Introduction
The optimal methodology for assessing comorbidity to predict various surgical outcomes such as mortality, readmissions, complications and failure to rescue (FTR) using claims data has not been established.
Objective
Compare diagnosis- and prescription-based comorbidity scores for predicting surgical outcomes.
Methods
We used 100% Texas Medicare data (2006–2011) and included patients undergoing coronary artery bypass grafting (CABG), pulmonary lobectomy, endovascular repair of abdominal aortic aneurysm, open repair of abdominal aortic aneurysm, colectomy, and hip replacement (N=39,616).
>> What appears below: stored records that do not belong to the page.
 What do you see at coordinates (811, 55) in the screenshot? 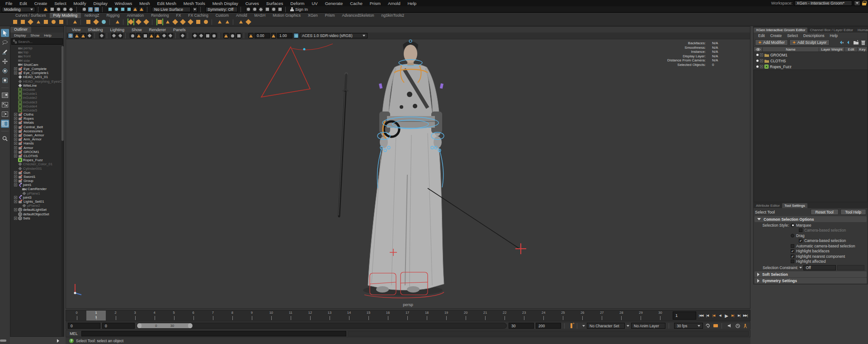
I see `groom-row-groom1: +GROOM1` at bounding box center [811, 55].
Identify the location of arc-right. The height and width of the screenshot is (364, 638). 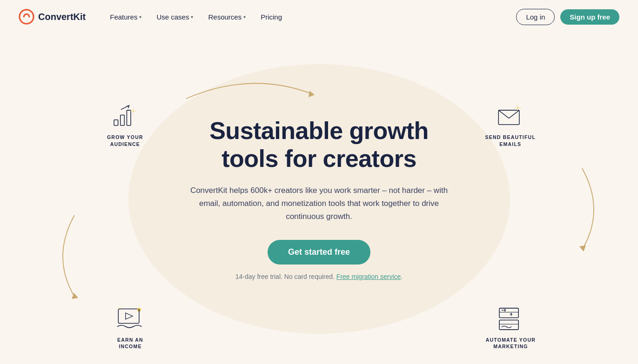
(589, 210).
The ability of diagnosis-based (Charlson comorbidity score, Elixhauser comorbidity score, Combined Comorbidity Score, Centers for Medicare & Medicaid Services-Hierarchical Condition Categories [CMS-HCC]) vs. prescription-based chronic disease (CDS) score in predicting 30-day mortality, 1-year mortality, 30-day readmission, complications, and FTR were compared using c-statistics (c) and integrated discrimination improvement (IDI).
Results
The overall 30-day mortality was 5.8%, 1-year mortality was 17.7%, 30-day readmission was 14.1%, complication rate was 39.7%, and FTR was 14.5%. CMS-HCC performed the best in predicting surgical outcomes (30-day mortality, c=0.791, IDI=4.59%; 1-year mortality, c=0.798, IDI=9.60%; 30-day readmission, c=0.630, IDI=1.27%; complications, c=0.766, IDI=9.37%; FTR, c=0.811, IDI=5.24%) followed by Elixhauser comorbidity index/disease categories (30-day mortality, c=0.750, IDI=2.37%; 1-year mortality, c=0.755, IDI=5.82%; 30-day readmission, c=0.629, IDI=1.43%; complications, c=0.730, IDI=3.99%; FTR, c=0.749, IDI=2.17%). Addition of prescription-based scores to diagnosis-based scores did not improve performance.
Conclusions
The CMS-HCC had superior performance in predicting surgical outcomes. Prescription-based scores, alone or in addition to diagnosis-based scores, were not better than any diagnosis-based scoring system.